Most of the pile appeared to be from She-Ra, but there was also a fair amount of stuff from Archie's TV Funnies, some Legend of BraveStarr... and a lot of it I didn't even have a guess.



Finally I muttered, disbelievingly, "I can't believe she let all this stuff go. This has to be a mistake."



"There's a note, too," Sarah pointed out.

It read: Greg -- I couldn't find the pile of work I'd set aside for you and your students, so I put together this package instead, hope you and the kids can get some use out of it. Best, Barbara.

I took a few photos to put up here for you all, but I assure you this is barely a fraction of what was in the bag.



The pile was an inch and a half thick. Cels, backgrounds, color guides, model sheets, even file copies of old theatre one-sheets for the films Barbara worked on.

So if we couldn't have Barbara do the guest spot, well, this was a hell of a consolation prize.

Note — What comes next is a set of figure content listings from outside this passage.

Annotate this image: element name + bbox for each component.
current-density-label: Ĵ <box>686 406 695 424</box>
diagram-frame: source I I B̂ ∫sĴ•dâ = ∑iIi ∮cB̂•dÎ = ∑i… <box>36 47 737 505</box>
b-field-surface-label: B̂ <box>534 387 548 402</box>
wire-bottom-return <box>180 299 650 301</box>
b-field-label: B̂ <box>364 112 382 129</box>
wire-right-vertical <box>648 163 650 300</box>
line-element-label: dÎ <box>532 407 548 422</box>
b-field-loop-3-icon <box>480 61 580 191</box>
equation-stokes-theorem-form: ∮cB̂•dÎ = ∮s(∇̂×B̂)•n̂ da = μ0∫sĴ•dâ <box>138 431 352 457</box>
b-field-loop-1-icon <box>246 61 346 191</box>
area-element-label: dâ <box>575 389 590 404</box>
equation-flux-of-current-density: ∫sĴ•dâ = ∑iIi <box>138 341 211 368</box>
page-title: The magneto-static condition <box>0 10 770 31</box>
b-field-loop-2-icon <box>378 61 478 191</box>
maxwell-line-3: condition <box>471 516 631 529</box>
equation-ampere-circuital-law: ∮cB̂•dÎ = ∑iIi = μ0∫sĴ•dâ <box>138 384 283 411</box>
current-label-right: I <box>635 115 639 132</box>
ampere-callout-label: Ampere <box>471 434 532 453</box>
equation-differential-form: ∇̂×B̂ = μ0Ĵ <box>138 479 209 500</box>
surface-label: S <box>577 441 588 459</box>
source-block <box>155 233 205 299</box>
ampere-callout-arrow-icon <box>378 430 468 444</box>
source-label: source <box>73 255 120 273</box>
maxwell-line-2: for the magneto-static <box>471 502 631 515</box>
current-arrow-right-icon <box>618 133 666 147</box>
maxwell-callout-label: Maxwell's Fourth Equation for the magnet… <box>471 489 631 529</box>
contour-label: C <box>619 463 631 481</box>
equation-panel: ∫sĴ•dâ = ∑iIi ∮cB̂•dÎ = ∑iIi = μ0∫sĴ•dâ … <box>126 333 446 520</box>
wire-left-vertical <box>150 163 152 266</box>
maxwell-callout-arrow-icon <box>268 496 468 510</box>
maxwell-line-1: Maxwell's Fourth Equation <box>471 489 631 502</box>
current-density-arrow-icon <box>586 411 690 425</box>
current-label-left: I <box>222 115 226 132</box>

The more I think about it, the better I like it. I think it's better that these paintings will live on as demo pieces in a classroom, enjoyed by the next generation of cartoonists, than for them to be gathering dust in a box in Barbara's garage. Or even if they ended up framed on the wall of some eBay auction winner. She wanted them used in a classroom and I resolved that would be what I did.

I sent Barbara an effusive thank-you note, but she deserves a more public acknowledgment of her awesomeness. And here it is.

*

I still hate September prep and all its attendant craziness. But it has to be said -- occasionally, you get a nice surprise, too.